Skip to content

MemCtrl (FTMCTRL) — Memory controller stub

GRLIB FTMCTRL (GR712RC §5 / GRLIB IP §17): the fault-tolerant memory controller with EDAC. In Lince this is a passive stub — enough to satisfy RTEMS BSP probes, with no timing, bank switching, or EDAC behaviour.

Property Value
Default MMIO base 0x80000000
MMIO window size 0x100
IRQ
Source file src/peripherals/src/memctrl.cpp

Register map

All registers are 32-bit, word-aligned, word-only. Byte and half-word accesses return ErrorCode::AlignmentError.

Offset Name Access Reset value Description
0x00 MCFG1 R/W 0x00000F00 PROM configuration (wait states, width)
0x04 MCFG2 R/W 0x00000000 SRAM / SDRAM configuration
0x08 MCFG3 R/W 0x08000000 EDAC / refresh control
0x0C MCFG4 R/W 0x00000000 RS-EDAC diagnostics

Accesses outside 0x000x0C return BusError.

Behaviour

The stub treats the four registers as opaque storage:

  • Writes store the value as-is.
  • Reads return the last written value.
  • tick() is a no-op; there are no timed side effects.
  • IRQ / DMA: None.

The only bit-level exception is MCFG3 bit 27:

Bit Name Behaviour
27 Reserved (hardware tie-off) Read: always returns 1 regardless of the stored value. Write: masked to 0 on store, so software can never clear it.

This matches the GR712RC hardware where MCFG3 bit 27 is a reserved bit that reads as 1.

Reset state

Register Reset value
MCFG1 0x00000F00
MCFG2 0x00000000
MCFG3 0x08000000
MCFG4 0x00000000

AMBA Plug & Play

MemCtrl itself does not implement PnP registers. However, the emulator runtime fabricates an AHB Slave Plug & Play descriptor during Emulator::initialize() so that RTEMS auto-probing works:

  • Vendor ID: 0x01 (Gaisler)
  • Device ID: 0x054 (FTMCTRL)
  • PnP config word: 0x01054020 (at 0xFFFFF820)
  • Address descriptor: 0x4000fff1 (at 0xFFFFF830)

This was corrected from the initial placeholder 0x00F (plain MCTRL) during the 2026-04-24 hardware audit (Decision 33).

Why a stub?

Full SDRAM timing, bank switching, refresh scheduling, and EDAC scrubbing are out of MVP scope. RTEMS only needs to read the configuration registers during early boot to determine memory width and presence; after that it never touches the FTMCTRL again. The stub is sufficient for the entire RTEMS testsuite.

Tests

  • tests/unit/test_memctrl.cpp — 6 test cases covering reset values, read/write round-trips, the MCFG3 bit-27 tie-off, non-word access rejection, out-of-range offsets, and reset-after-write.
  • Integration tests exercise the stub implicitly through the RTEMS boot path.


Work instructions. All the records below must be returned exactly as they stand.

Source information.
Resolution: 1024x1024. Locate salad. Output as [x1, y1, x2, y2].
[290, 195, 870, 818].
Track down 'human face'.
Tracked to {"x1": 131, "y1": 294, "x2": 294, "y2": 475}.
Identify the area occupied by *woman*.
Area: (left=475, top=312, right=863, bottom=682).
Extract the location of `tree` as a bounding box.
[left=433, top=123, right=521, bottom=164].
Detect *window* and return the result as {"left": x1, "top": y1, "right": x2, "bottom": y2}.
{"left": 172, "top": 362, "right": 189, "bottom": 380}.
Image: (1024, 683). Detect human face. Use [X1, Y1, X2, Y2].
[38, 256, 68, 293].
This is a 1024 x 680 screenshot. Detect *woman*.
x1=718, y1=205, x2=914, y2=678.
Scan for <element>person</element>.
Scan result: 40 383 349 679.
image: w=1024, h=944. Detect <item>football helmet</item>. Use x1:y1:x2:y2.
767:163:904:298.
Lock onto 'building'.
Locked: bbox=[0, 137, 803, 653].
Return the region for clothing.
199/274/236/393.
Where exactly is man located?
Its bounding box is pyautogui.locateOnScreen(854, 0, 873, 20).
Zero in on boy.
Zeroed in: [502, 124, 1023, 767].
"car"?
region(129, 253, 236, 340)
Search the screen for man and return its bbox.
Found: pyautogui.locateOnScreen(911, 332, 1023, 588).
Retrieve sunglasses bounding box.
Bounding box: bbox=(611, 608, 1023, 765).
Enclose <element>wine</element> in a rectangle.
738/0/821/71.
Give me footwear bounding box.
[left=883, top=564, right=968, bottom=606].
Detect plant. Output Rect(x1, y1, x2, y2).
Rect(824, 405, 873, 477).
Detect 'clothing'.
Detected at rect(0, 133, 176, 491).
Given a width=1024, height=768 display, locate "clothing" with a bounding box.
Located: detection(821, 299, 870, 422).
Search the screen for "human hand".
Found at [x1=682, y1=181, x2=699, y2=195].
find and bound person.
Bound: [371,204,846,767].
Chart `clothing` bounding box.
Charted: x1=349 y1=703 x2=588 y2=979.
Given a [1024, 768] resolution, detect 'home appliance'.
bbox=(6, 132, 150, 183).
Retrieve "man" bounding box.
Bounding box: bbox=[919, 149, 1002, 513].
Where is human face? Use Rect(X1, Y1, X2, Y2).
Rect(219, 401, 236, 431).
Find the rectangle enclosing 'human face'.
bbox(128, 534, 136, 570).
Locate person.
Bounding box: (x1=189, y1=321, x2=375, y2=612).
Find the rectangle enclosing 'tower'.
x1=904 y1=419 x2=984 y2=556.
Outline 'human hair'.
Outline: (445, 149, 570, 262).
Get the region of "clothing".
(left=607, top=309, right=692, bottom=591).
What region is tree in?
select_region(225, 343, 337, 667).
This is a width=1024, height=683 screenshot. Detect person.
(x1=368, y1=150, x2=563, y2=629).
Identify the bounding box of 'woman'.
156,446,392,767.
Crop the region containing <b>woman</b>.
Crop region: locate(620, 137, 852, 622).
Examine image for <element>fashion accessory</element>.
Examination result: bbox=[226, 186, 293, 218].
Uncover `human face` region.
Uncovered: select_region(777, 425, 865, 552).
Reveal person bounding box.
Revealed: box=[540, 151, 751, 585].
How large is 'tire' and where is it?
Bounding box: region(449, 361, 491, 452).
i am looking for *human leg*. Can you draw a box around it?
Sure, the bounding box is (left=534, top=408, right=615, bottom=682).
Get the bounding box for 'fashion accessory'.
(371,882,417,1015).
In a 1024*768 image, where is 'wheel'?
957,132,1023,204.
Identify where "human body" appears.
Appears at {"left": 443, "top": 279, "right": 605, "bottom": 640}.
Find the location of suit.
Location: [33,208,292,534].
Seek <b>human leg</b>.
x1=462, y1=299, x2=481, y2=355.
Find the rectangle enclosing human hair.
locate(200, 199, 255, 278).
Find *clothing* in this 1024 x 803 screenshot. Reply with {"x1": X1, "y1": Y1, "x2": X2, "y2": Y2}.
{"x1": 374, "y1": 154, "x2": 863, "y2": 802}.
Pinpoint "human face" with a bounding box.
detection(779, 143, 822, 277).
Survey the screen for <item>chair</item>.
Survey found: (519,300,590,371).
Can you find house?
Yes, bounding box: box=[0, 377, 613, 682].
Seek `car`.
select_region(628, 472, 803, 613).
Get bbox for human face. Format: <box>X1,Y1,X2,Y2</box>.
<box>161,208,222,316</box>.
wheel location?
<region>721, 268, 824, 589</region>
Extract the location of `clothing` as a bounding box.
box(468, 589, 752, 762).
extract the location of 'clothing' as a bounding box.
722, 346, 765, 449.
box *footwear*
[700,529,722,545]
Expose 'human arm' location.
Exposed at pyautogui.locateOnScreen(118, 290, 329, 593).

Written answer.
Resolution: 1024x1024. Locate salad. Output as [x1, y1, x2, y2].
[290, 195, 870, 818].
Track down 'human face'.
Tracked to {"x1": 131, "y1": 294, "x2": 294, "y2": 475}.
Identify the area occupied by *woman*.
Area: (left=475, top=312, right=863, bottom=682).
Extract the location of `tree` as a bounding box.
[left=433, top=123, right=521, bottom=164].
Detect *window* and return the result as {"left": x1, "top": y1, "right": x2, "bottom": y2}.
{"left": 172, "top": 362, "right": 189, "bottom": 380}.
Image: (1024, 683). Detect human face. Use [X1, Y1, X2, Y2].
[38, 256, 68, 293].
This is a 1024 x 680 screenshot. Detect *woman*.
x1=718, y1=205, x2=914, y2=678.
Scan for <element>person</element>.
Scan result: 40 383 349 679.
image: w=1024, h=944. Detect <item>football helmet</item>. Use x1:y1:x2:y2.
767:163:904:298.
Lock onto 'building'.
Locked: bbox=[0, 137, 803, 653].
Return the region for clothing.
199/274/236/393.
Where exactly is man located?
Its bounding box is pyautogui.locateOnScreen(854, 0, 873, 20).
Zero in on boy.
Zeroed in: [502, 124, 1023, 767].
"car"?
region(129, 253, 236, 340)
Search the screen for man and return its bbox.
Found: pyautogui.locateOnScreen(911, 332, 1023, 588).
Retrieve sunglasses bounding box.
Bounding box: bbox=(611, 608, 1023, 765).
Enclose <element>wine</element> in a rectangle.
738/0/821/71.
Give me footwear bounding box.
[left=883, top=564, right=968, bottom=606].
Detect plant. Output Rect(x1, y1, x2, y2).
Rect(824, 405, 873, 477).
Detect 'clothing'.
Detected at rect(0, 133, 176, 491).
Given a width=1024, height=768 display, locate "clothing" with a bounding box.
Located: detection(821, 299, 870, 422).
Search the screen for "human hand".
Found at [x1=682, y1=181, x2=699, y2=195].
find and bound person.
Bound: [371,204,846,767].
Chart `clothing` bounding box.
Charted: x1=349 y1=703 x2=588 y2=979.
Given a [1024, 768] resolution, detect 'home appliance'.
bbox=(6, 132, 150, 183).
Retrieve "man" bounding box.
Bounding box: bbox=[919, 149, 1002, 513].
Where is human face? Use Rect(X1, Y1, X2, Y2).
Rect(219, 401, 236, 431).
Find the rectangle enclosing 'human face'.
bbox(128, 534, 136, 570).
Locate person.
Bounding box: (x1=189, y1=321, x2=375, y2=612).
Find the rectangle enclosing 'tower'.
x1=904 y1=419 x2=984 y2=556.
Outline 'human hair'.
Outline: (445, 149, 570, 262).
Get the region of "clothing".
(left=607, top=309, right=692, bottom=591).
What region is tree in?
select_region(225, 343, 337, 667).
This is a width=1024, height=683 screenshot. Detect person.
(x1=368, y1=150, x2=563, y2=629).
Identify the bounding box of 'woman'.
156,446,392,767.
Crop the region containing <b>woman</b>.
Crop region: locate(620, 137, 852, 622).
Examine image for <element>fashion accessory</element>.
Examination result: bbox=[226, 186, 293, 218].
Uncover `human face` region.
Uncovered: select_region(777, 425, 865, 552).
Reveal person bounding box.
Revealed: box=[540, 151, 751, 585].
How large is 'tire' and where is it?
Bounding box: region(449, 361, 491, 452).
i am looking for *human leg*. Can you draw a box around it?
Sure, the bounding box is (left=534, top=408, right=615, bottom=682).
Get the bounding box for 'fashion accessory'.
(371,882,417,1015).
In a 1024*768 image, where is 'wheel'?
957,132,1023,204.
Identify where "human body" appears.
Appears at {"left": 443, "top": 279, "right": 605, "bottom": 640}.
Find the location of suit.
Location: [33,208,292,534].
Seek <b>human leg</b>.
x1=462, y1=299, x2=481, y2=355.
Find the rectangle enclosing human hair.
locate(200, 199, 255, 278).
Find *clothing* in this 1024 x 803 screenshot. Reply with {"x1": X1, "y1": Y1, "x2": X2, "y2": Y2}.
{"x1": 374, "y1": 154, "x2": 863, "y2": 802}.
Pinpoint "human face" with a bounding box.
detection(779, 143, 822, 277).
Survey the screen for <item>chair</item>.
Survey found: (519,300,590,371).
Can you find house?
Yes, bounding box: box=[0, 377, 613, 682].
Seek `car`.
select_region(628, 472, 803, 613).
Get bbox for human face. Format: <box>X1,Y1,X2,Y2</box>.
<box>161,208,222,316</box>.
wheel location?
<region>721, 268, 824, 589</region>
Extract the location of `clothing` as a bounding box.
box(468, 589, 752, 762).
extract the location of 'clothing' as a bounding box.
722, 346, 765, 449.
box *footwear*
[700,529,722,545]
Expose 'human arm' location.
Exposed at pyautogui.locateOnScreen(118, 290, 329, 593).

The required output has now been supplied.